Hans Frank


Hans Michael Frank 23 May 1900 – 16 October 1946 was the German politician as well as lawyer who served as head of a General Government in Nazi-occupied Poland during the Second World War.

Frank was an early member of the German Workers' Party, the precursor of the Nazi Party NSDAP. He took factor in the failed Beer Hall Putsch, together with later became Adolf Hitler's personal legal adviser as living as the lawyer of the NSDAP. In June 1933, he was named as a Reich Leader of the party. In December 1934, Frank joined the Hitler Cabinet as a Reichsminister without portfolio.

After the German invasion of Poland in 1939, Frank was appointed Governor-General of the occupied Polish territories. During his tenure, he instituted a reign of terror against the civilian population and became directly involved in the mass murder of Jews. He engaged in the use of forced labour and oversaw four of the extermination camps. Frank remained head of the General Government until its collapse in early 1945.

After the war, Frank was found guilty of war crimes and crimes against humanity at the Nuremberg trials. He was sentenced to death and executed by hanging in October 1946.

Governor-General in Poland


In September 1939, Frank was assigned as Chief of management to Gerd von Rundstedt in the German military administration in occupied Poland. Beginning 26 October 1939, coming after or as a written of. the completion of the invasion of Poland, Frank served as Governor-General of the occupied Polish territories, overseeing the General Government, the area of Poland not directly incorporated into Germany roughly 90,000 km2 out of the 187,000 km2 Germany had gained.

Frank oversaw the segregation of the Jews into ghettos. From the outset, Jews were discriminated against savagely and rations precondition to them were slender. He oversaw the enormous Warsaw ghetto, and the ownership of Polish civilians as forced labour. In 1942, he lost his positions of authority outside the General Government after annoying Hitler with a series of speeches in Berlin, Vienna, Heidelberg, and Munich and also as element of a energy struggle with Friedrich-Wilhelm Krüger, the State Secretary for Security – head of the SS and the police in the General Government. Krüger himself was ultimately replaced by Wilhelm Koppe.

On 16 December 1941, Frank spelled out to his senior officials the approaching annihilation of the Jews:

A great Jewish migration will begin in any case. But what should we cause with the Jews? have you think they will be settled in Ostland, in villages? We were told in Berlin, 'Why all this bother? We can do nothing with them either in Ostland or in the Reichskommissariat. So liquidate them yourselves.' Gentlemen, I must ask you to rid yourself of all feelings of pity. We must annihilate the Jews wherever we find them and whenever this is the possible.

When this was read to him at the Nuremberg trials he said:

One has to take the diary as a whole. You can not go through 43 volumes and option out single sentences and separate them from their context. I would like to say here that I do not want to argue or quibble about individual phrases. It was a wild and stormy period filled with awful passions, and when a whole country is on fire and a life and death struggle is going on, such(a) words may easily be used... Some of the words are terrible. I myself must admit that I was shocked at many of the words which I had used... A thousand years will pass and still this guilt of Germany will not have been erased.

An assassination attempt by the Polish Secret State on 29/30 January 1944 the night preceding the 11th anniversary of Hitler's appointment as Chancellor of Germany in Szarów most Kraków failed. A special train with Frank travelling to Lviv was derailed after an explosive device discharged but no one was killed. Around 100 Polish hostages from Montelupich prison were executed as a punishment for the act.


* [Prompt]
Quote the records that follow in full, leaving the pictures out.

═════ Data ═════

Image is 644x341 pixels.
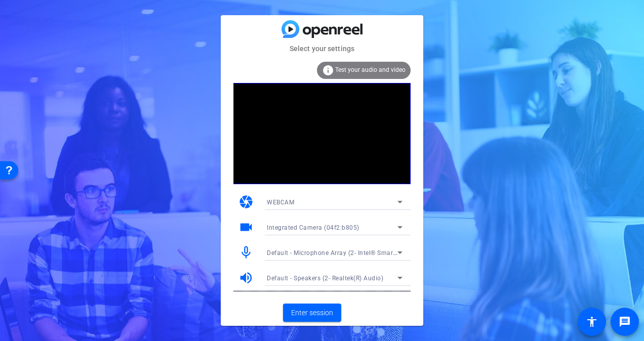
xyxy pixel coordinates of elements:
[267,224,359,231] span: Integrated Camera (04f2:b805)
[281,21,362,38] img: blue-gradient.svg
[283,304,341,322] button: Enter session
[267,248,526,257] span: Default - Microphone Array (2- Intel® Smart Sound Technology for Digital Microphones)
[267,199,294,206] span: WEBCAM
[238,195,253,210] mat-icon: camera
[335,66,405,73] span: Test your audio and video
[322,64,334,76] mat-icon: info
[618,316,631,328] mat-icon: message
[267,275,383,282] span: Default - Speakers (2- Realtek(R) Audio)
[238,220,253,235] mat-icon: videocam
[586,316,598,328] mat-icon: accessibility
[238,245,253,260] mat-icon: mic_none
[291,308,333,318] span: Enter session
[238,270,253,285] mat-icon: volume_up
[220,43,423,54] mat-card-subtitle: Select your settings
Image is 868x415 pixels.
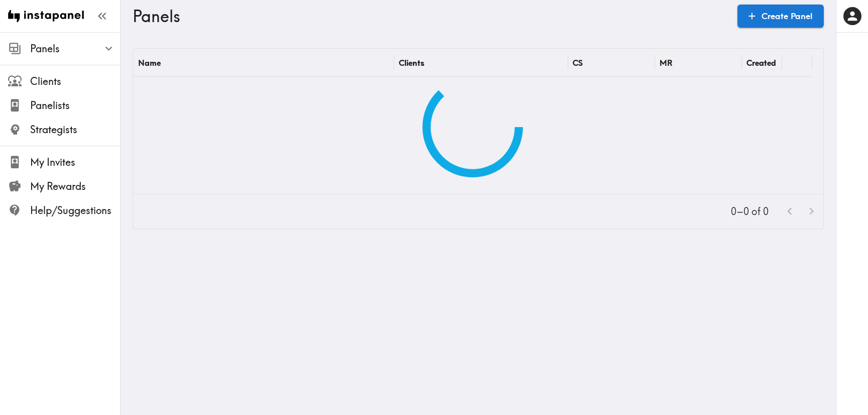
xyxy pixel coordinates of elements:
[399,58,424,68] div: Clients
[573,58,582,68] div: CS
[30,42,120,56] span: Panels
[30,203,120,217] span: Help/Suggestions
[30,75,120,88] span: Clients
[738,4,824,28] a: Create Panel
[30,123,120,136] span: Strategists
[747,58,776,68] div: Created
[30,98,120,113] span: Panelists
[138,58,161,68] div: Name
[30,155,120,169] span: My Invites
[731,204,768,219] p: 0–0 of 0
[660,58,673,68] div: MR
[30,179,120,194] span: My Rewards
[132,6,729,26] h3: Panels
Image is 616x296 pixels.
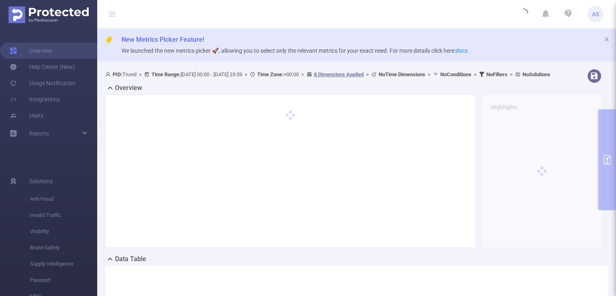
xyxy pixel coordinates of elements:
a: docs [456,47,468,54]
h2: Data Table [115,254,146,264]
span: > [426,71,433,77]
span: > [508,71,516,77]
span: New Metrics Picker Feature! [122,36,204,43]
span: AS [593,6,599,22]
a: Overview [10,43,52,59]
span: > [364,71,372,77]
h2: Overview [115,83,142,93]
span: Brand Safety [30,240,97,256]
span: Truvid [DATE] 00:00 - [DATE] 23:59 +00:00 [105,71,551,77]
b: Time Range: [152,71,181,77]
a: Usage Notification [10,75,76,91]
b: No Time Dimensions [379,71,426,77]
span: Invalid Traffic [30,207,97,223]
a: Users [10,107,43,124]
span: > [472,71,479,77]
i: icon: close [604,36,610,42]
span: > [299,71,307,77]
a: Integrations [10,91,60,107]
i: icon: thunderbolt [105,36,113,45]
b: PID: [113,71,122,77]
span: Reports [29,130,49,137]
b: No Filters [487,71,508,77]
b: No Conditions [441,71,472,77]
button: icon: close [604,35,610,44]
span: > [137,71,144,77]
span: Visibility [30,223,97,240]
a: Reports [29,125,49,141]
span: Supply Intelligence [30,256,97,272]
span: We launched the new metrics picker 🚀, allowing you to select only the relevant metrics for your e... [122,47,468,54]
a: Help Center (New) [10,59,75,75]
i: icon: loading [519,9,529,20]
span: Passport [30,272,97,288]
span: Anti-Fraud [30,191,97,207]
span: Solutions [29,173,53,189]
u: 8 Dimensions Applied [314,71,364,77]
b: Time Zone: [257,71,284,77]
span: > [242,71,250,77]
i: icon: user [105,72,113,77]
b: No Solutions [523,71,551,77]
img: Protected Media [9,6,89,23]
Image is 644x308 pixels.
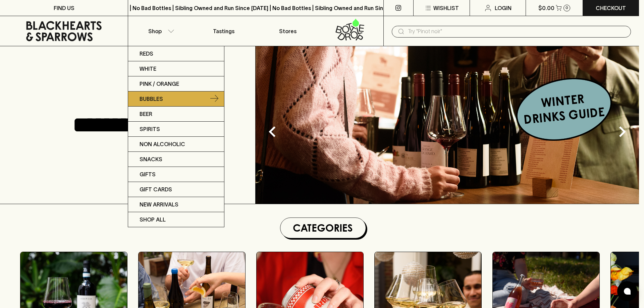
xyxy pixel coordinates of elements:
p: SHOP ALL [140,215,165,224]
a: Gifts [128,167,224,182]
p: Gift Cards [140,185,172,193]
p: Non Alcoholic [140,140,185,148]
p: Reds [140,49,153,58]
a: Pink / Orange [128,77,224,91]
p: Beer [140,110,152,118]
a: New Arrivals [128,197,224,212]
img: bubble-icon [624,288,630,294]
p: White [140,65,156,73]
p: New Arrivals [140,200,179,208]
a: Non Alcoholic [128,136,224,152]
a: Reds [128,46,224,61]
a: Gift Cards [128,182,224,197]
a: Spirits [128,122,224,136]
p: Gifts [140,170,155,178]
a: Beer [128,107,224,122]
p: Bubbles [140,95,163,103]
a: Snacks [128,152,224,167]
a: White [128,61,224,77]
p: Spirits [140,125,160,133]
p: Snacks [140,155,162,163]
a: SHOP ALL [128,212,224,227]
a: Bubbles [128,91,224,107]
p: Pink / Orange [140,80,179,88]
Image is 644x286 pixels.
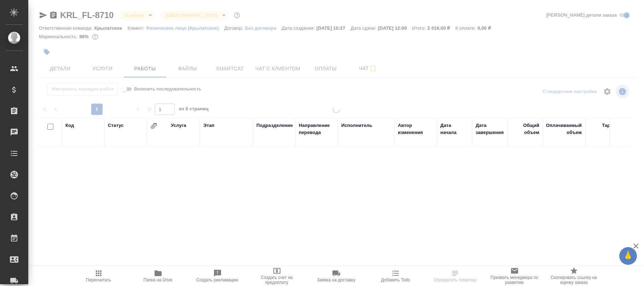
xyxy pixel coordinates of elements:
button: Пересчитать [69,266,128,286]
div: Оплачиваемый объем [547,122,582,136]
span: Заявка на доставку [317,277,355,282]
span: Создать рекламацию [196,277,238,282]
div: Дата завершения [476,122,504,136]
div: Общий объем [511,122,539,136]
button: Скопировать ссылку на оценку заказа [544,266,604,286]
button: Заявка на доставку [307,266,366,286]
span: Пересчитать [86,277,111,282]
span: Определить тематику [433,277,477,282]
div: Тариф [602,122,617,129]
span: Добавить Todo [381,277,410,282]
span: Создать счет на предоплату [251,275,302,285]
button: Создать счет на предоплату [247,266,307,286]
button: Папка на Drive [128,266,188,286]
div: Статус [108,122,124,129]
div: Услуга [171,122,186,129]
div: Код [65,122,74,129]
button: Призвать менеджера по развитию [485,266,544,286]
span: Папка на Drive [144,277,173,282]
div: Этап [204,122,214,129]
button: Сгруппировать [150,122,157,129]
button: Создать рекламацию [188,266,247,286]
button: Добавить Todo [366,266,426,286]
button: 🙏 [619,247,637,265]
div: Дата начала [440,122,469,136]
div: Автор изменения [398,122,433,136]
span: 🙏 [622,248,634,263]
span: Призвать менеджера по развитию [490,275,540,285]
div: Направление перевода [299,122,334,136]
div: Исполнитель [342,122,372,129]
div: Подразделение [256,122,293,129]
button: Определить тематику [426,266,485,286]
span: Скопировать ссылку на оценку заказа [549,275,600,285]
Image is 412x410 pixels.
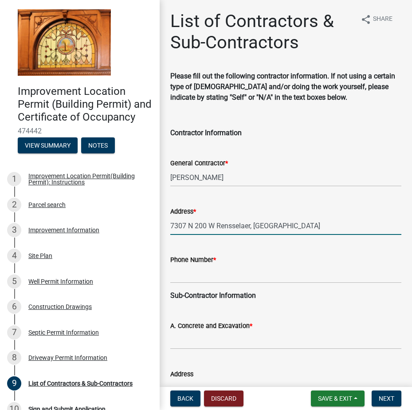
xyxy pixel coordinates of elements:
[170,390,200,406] button: Back
[7,376,21,390] div: 9
[18,85,152,123] h4: Improvement Location Permit (Building Permit) and Certificate of Occupancy
[177,395,193,402] span: Back
[204,390,243,406] button: Discard
[353,11,399,28] button: shareShare
[28,354,107,361] div: Driveway Permit Information
[170,11,353,53] h1: List of Contractors & Sub-Contractors
[170,72,395,101] strong: Please fill out the following contractor information. If not using a certain type of [DEMOGRAPHIC...
[28,278,93,284] div: Well Permit Information
[373,14,392,25] span: Share
[18,9,111,76] img: Jasper County, Indiana
[28,303,92,310] div: Construction Drawings
[18,137,78,153] button: View Summary
[7,249,21,263] div: 4
[311,390,364,406] button: Save & Exit
[170,323,252,329] label: A. Concrete and Excavation
[318,395,352,402] span: Save & Exit
[7,325,21,339] div: 7
[360,14,371,25] i: share
[7,274,21,288] div: 5
[28,227,99,233] div: Improvement Information
[81,137,115,153] button: Notes
[7,299,21,314] div: 6
[28,380,132,386] div: List of Contractors & Sub-Contractors
[28,253,52,259] div: Site Plan
[170,291,256,299] strong: Sub-Contractor Information
[28,329,99,335] div: Septic Permit Information
[7,350,21,365] div: 8
[7,223,21,237] div: 3
[170,128,241,137] strong: Contractor Information
[18,143,78,150] wm-modal-confirm: Summary
[170,160,228,167] label: General Contractor
[170,257,216,263] label: Phone Number
[170,371,193,377] label: Address
[81,143,115,150] wm-modal-confirm: Notes
[371,390,401,406] button: Next
[378,395,394,402] span: Next
[18,127,142,135] span: 474442
[170,209,196,215] label: Address
[28,173,145,185] div: Improvement Location Permit(Building Permit): Instructions
[7,198,21,212] div: 2
[28,202,66,208] div: Parcel search
[7,172,21,186] div: 1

═════

* [Exercise result]
Image is 644x341 pixels.
xyxy pixel coordinates of elements:
[267,224,359,231] span: Integrated Camera (04f2:b805)
[281,21,362,38] img: blue-gradient.svg
[283,304,341,322] button: Enter session
[267,248,526,257] span: Default - Microphone Array (2- Intel® Smart Sound Technology for Digital Microphones)
[267,199,294,206] span: WEBCAM
[238,195,253,210] mat-icon: camera
[335,66,405,73] span: Test your audio and video
[322,64,334,76] mat-icon: info
[618,316,631,328] mat-icon: message
[267,275,383,282] span: Default - Speakers (2- Realtek(R) Audio)
[238,220,253,235] mat-icon: videocam
[586,316,598,328] mat-icon: accessibility
[238,245,253,260] mat-icon: mic_none
[291,308,333,318] span: Enter session
[238,270,253,285] mat-icon: volume_up
[220,43,423,54] mat-card-subtitle: Select your settings
Image is 868x415 pixels.
xyxy pixel coordinates of elements:
[399,58,424,68] div: Clients
[573,58,582,68] div: CS
[30,42,120,56] span: Panels
[30,203,120,217] span: Help/Suggestions
[30,75,120,88] span: Clients
[738,4,824,28] a: Create Panel
[30,123,120,136] span: Strategists
[747,58,776,68] div: Created
[30,98,120,113] span: Panelists
[138,58,161,68] div: Name
[30,155,120,169] span: My Invites
[731,204,768,219] p: 0–0 of 0
[660,58,673,68] div: MR
[30,179,120,194] span: My Rewards
[132,6,729,26] h3: Panels
Image is 616x296 pixels.
xyxy pixel coordinates of elements:
a: docs [456,47,468,54]
h2: Data Table [115,254,146,264]
span: > [426,71,433,77]
span: > [508,71,516,77]
span: New Metrics Picker Feature! [122,36,204,43]
span: AS [593,6,599,22]
a: Overview [10,43,52,59]
span: > [364,71,372,77]
h2: Overview [115,83,142,93]
span: Brand Safety [30,240,97,256]
span: Truvid [DATE] 00:00 - [DATE] 23:59 +00:00 [105,71,551,77]
b: Time Range: [152,71,181,77]
a: Usage Notification [10,75,76,91]
b: No Time Dimensions [379,71,426,77]
span: Invalid Traffic [30,207,97,223]
a: Users [10,107,43,124]
span: > [472,71,479,77]
i: icon: close [604,36,610,42]
span: > [299,71,307,77]
a: Integrations [10,91,60,107]
i: icon: thunderbolt [105,36,113,45]
b: PID: [113,71,122,77]
span: Reports [29,130,49,137]
b: No Filters [487,71,508,77]
b: No Conditions [441,71,472,77]
button: icon: close [604,35,610,44]
span: > [137,71,144,77]
span: Visibility [30,223,97,240]
a: Reports [29,125,49,141]
span: Supply Intelligence [30,256,97,272]
span: We launched the new metrics picker 🚀, allowing you to select only the relevant metrics for your e... [122,47,468,54]
a: Help Center (New) [10,59,75,75]
i: icon: loading [519,9,529,20]
span: Passport [30,272,97,288]
span: Anti-Fraud [30,191,97,207]
span: Solutions [29,173,53,189]
u: 8 Dimensions Applied [314,71,364,77]
b: Time Zone: [257,71,284,77]
span: > [242,71,250,77]
i: icon: user [105,72,113,77]
b: No Solutions [523,71,551,77]
img: Protected Media [9,6,89,23]
Image is 644x308 pixels.
xyxy pixel coordinates of elements:
p: SHOP ALL [140,215,165,224]
a: Gifts [128,167,224,182]
p: Gift Cards [140,185,172,193]
p: Non Alcoholic [140,140,185,148]
p: Reds [140,49,153,58]
a: Pink / Orange [128,77,224,91]
p: Beer [140,110,152,118]
a: New Arrivals [128,197,224,212]
img: bubble-icon [624,288,630,294]
p: White [140,65,156,73]
p: New Arrivals [140,200,179,208]
a: Non Alcoholic [128,136,224,152]
a: Reds [128,46,224,61]
a: Gift Cards [128,182,224,197]
a: Spirits [128,122,224,136]
p: Gifts [140,170,155,178]
a: Beer [128,107,224,122]
p: Bubbles [140,95,163,103]
a: Snacks [128,152,224,167]
a: White [128,61,224,77]
p: Spirits [140,125,160,133]
p: Snacks [140,155,162,163]
a: SHOP ALL [128,212,224,227]
a: Bubbles [128,91,224,107]
p: Pink / Orange [140,80,179,88]
Image is 644x286 pixels.
xyxy pixel coordinates of elements:
button: Пересчитать [69,266,128,286]
div: Оплачиваемый объем [547,122,582,136]
span: Заявка на доставку [317,277,355,282]
span: Создать рекламацию [196,277,238,282]
div: Дата завершения [476,122,504,136]
div: Общий объем [511,122,539,136]
button: Скопировать ссылку на оценку заказа [544,266,604,286]
button: Заявка на доставку [307,266,366,286]
span: Пересчитать [86,277,111,282]
span: Определить тематику [433,277,477,282]
div: Тариф [602,122,617,129]
span: Добавить Todo [381,277,410,282]
span: Создать счет на предоплату [251,275,302,285]
button: Создать счет на предоплату [247,266,307,286]
button: Папка на Drive [128,266,188,286]
div: Статус [108,122,124,129]
div: Услуга [171,122,186,129]
div: Код [65,122,74,129]
button: Призвать менеджера по развитию [485,266,544,286]
span: Папка на Drive [144,277,173,282]
div: Этап [204,122,214,129]
button: Сгруппировать [150,122,157,129]
button: Создать рекламацию [188,266,247,286]
button: Добавить Todo [366,266,426,286]
button: 🙏 [619,247,637,265]
div: Дата начала [440,122,469,136]
div: Автор изменения [398,122,433,136]
span: 🙏 [622,248,634,263]
span: Призвать менеджера по развитию [490,275,540,285]
div: Направление перевода [299,122,334,136]
div: Исполнитель [342,122,372,129]
div: Подразделение [256,122,293,129]
button: Определить тематику [426,266,485,286]
span: Скопировать ссылку на оценку заказа [549,275,600,285]
Image is 412x410 pixels.
xyxy pixel coordinates of elements:
[170,390,200,406] button: Back
[7,376,21,390] div: 9
[18,85,152,123] h4: Improvement Location Permit (Building Permit) and Certificate of Occupancy
[177,395,193,402] span: Back
[204,390,243,406] button: Discard
[353,11,399,28] button: shareShare
[28,354,107,361] div: Driveway Permit Information
[170,11,353,53] h1: List of Contractors & Sub-Contractors
[170,72,395,101] strong: Please fill out the following contractor information. If not using a certain type of [DEMOGRAPHIC...
[28,278,93,284] div: Well Permit Information
[373,14,392,25] span: Share
[18,9,111,76] img: Jasper County, Indiana
[28,303,92,310] div: Construction Drawings
[18,137,78,153] button: View Summary
[7,249,21,263] div: 4
[311,390,364,406] button: Save & Exit
[170,323,252,329] label: A. Concrete and Excavation
[318,395,352,402] span: Save & Exit
[7,325,21,339] div: 7
[360,14,371,25] i: share
[7,274,21,288] div: 5
[28,227,99,233] div: Improvement Information
[81,137,115,153] button: Notes
[7,299,21,314] div: 6
[28,380,132,386] div: List of Contractors & Sub-Contractors
[28,253,52,259] div: Site Plan
[170,291,256,299] strong: Sub-Contractor Information
[28,329,99,335] div: Septic Permit Information
[7,350,21,365] div: 8
[7,223,21,237] div: 3
[170,128,241,137] strong: Contractor Information
[18,143,78,150] wm-modal-confirm: Summary
[170,160,228,167] label: General Contractor
[170,257,216,263] label: Phone Number
[170,371,193,377] label: Address
[81,143,115,150] wm-modal-confirm: Notes
[371,390,401,406] button: Next
[378,395,394,402] span: Next
[18,127,142,135] span: 474442
[170,209,196,215] label: Address
[28,173,145,185] div: Improvement Location Permit(Building Permit): Instructions
[7,198,21,212] div: 2
[28,202,66,208] div: Parcel search
[7,172,21,186] div: 1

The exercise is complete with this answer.